12
To:
Subject:
Origins of nominal flange bore
sizes
Question:
Can you explain the origins of flange
bore sizes like 4-1/16",
7-1/16", etc. in API flanges?
Answer:
The question you raise fits together with another
historical question concerning the origin of the specific dimensions of
pipe schedules. We have never found an authentic historical account that
explains either. Because we have the same curiosity as yourself, and
since we have known and had conversations with some of the people ( now
deceased ) who worked on the earliest API Flange Specifications, we will
offer a “speculative history.”
All flanges seem to have originally derived from
pipe. Pipe nominal sizes like 2”, 3”, and 4”, when originally
standardized, had approximately 2”, 3”, and 4” inside diameters.
Flanges, as originally standardized, had their nominal sizes designated
according to the pipe with which they corresponded. As industry found
the need to contain higher pressure, standardized pipe needed thicker
walls to contain this pressure. This resulted in “schedules” designating
wall thicknesses on given outside diameters of pipe, these outside
diameters now fixed in size with the advent of standardized pipe threads. As
electric arc welding became a common procedure,
Welding Neck Flanges
became available with necks and inside diameters to match the various
“schedules” of pipe.
For oil and gas well use, flange connections
needed standardized bores so that standardized tools could pass through
these bores. In contrast to pipe, flange design allowed the necks of
flanges to increase in size to allow thicker walls to contain higher
pressure, keeping the working bore's inside diameter the same. Pipe
“nominal” size to flange “nominal” size “tradition," along with the fact
that API adopted ASA flange face and thickness dimensions for
6B
flanges, resulted in the original flange designations, e.g., 2” Series
1500, with 2-1/16” bores. Flanges with 2-1/16” bores would pass tools 2”
in outside diameter; 4-1/16” bore flanges would pass tools 4” in outside
diameter, and so on. As standardization continued and specialized
requirements presented themselves, bore sizes like 7-1/16”, 11”,
13-5/8”, and others developed. Higher pressure requirement also
contributed to the need for new flanges, and in the 1950’s, API adopted
6BX flanges for this purpose.
For years 6B flanges had their sizes designated as
nominal 2”, 3”, 4”, 6” etc. With the advent of 6BX flanges, API
designated flanges by bore and working pressure.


**EXERCISE AIM:** Go through the data below and work out how many lines contain "pixels"; the answer is the number alone.

*** EXCERPTED RECORDS Section Begins ***

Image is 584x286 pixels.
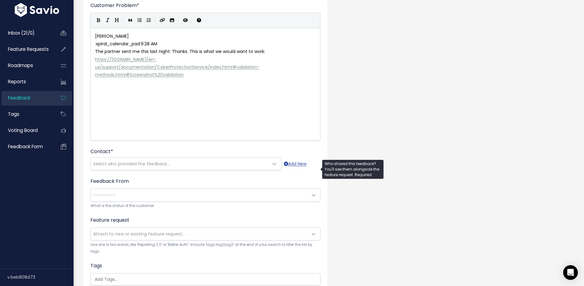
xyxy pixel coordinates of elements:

*** EXCERPTED RECORDS Section Ends ***
*** EXCERPTED RECORDS Section Begins ***

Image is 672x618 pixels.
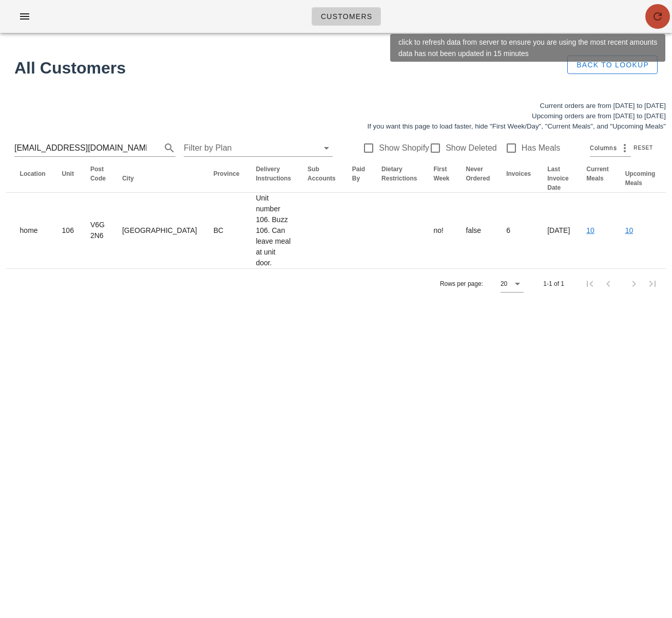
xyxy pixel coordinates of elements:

*** EXCERPTED RECORDS Section Ends ***
*** EXCERPTED RECORDS Section Begins ***

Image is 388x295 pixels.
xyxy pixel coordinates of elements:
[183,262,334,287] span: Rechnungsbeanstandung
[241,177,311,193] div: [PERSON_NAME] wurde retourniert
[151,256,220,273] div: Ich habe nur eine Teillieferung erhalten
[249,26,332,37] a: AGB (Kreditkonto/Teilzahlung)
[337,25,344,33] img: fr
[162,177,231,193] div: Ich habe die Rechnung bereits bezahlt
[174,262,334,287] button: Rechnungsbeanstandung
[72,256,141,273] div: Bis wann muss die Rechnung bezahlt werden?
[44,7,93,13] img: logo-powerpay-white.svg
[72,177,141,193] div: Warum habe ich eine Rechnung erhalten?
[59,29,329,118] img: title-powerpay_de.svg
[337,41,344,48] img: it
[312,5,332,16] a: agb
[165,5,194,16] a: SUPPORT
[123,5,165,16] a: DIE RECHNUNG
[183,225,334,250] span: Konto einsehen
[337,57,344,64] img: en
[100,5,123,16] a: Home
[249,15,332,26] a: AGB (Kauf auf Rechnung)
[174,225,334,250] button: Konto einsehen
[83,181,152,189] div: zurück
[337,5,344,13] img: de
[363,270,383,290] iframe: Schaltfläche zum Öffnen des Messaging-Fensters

*** EXCERPTED RECORDS Section Ends ***

**EXERCISE RESPONSE:** 3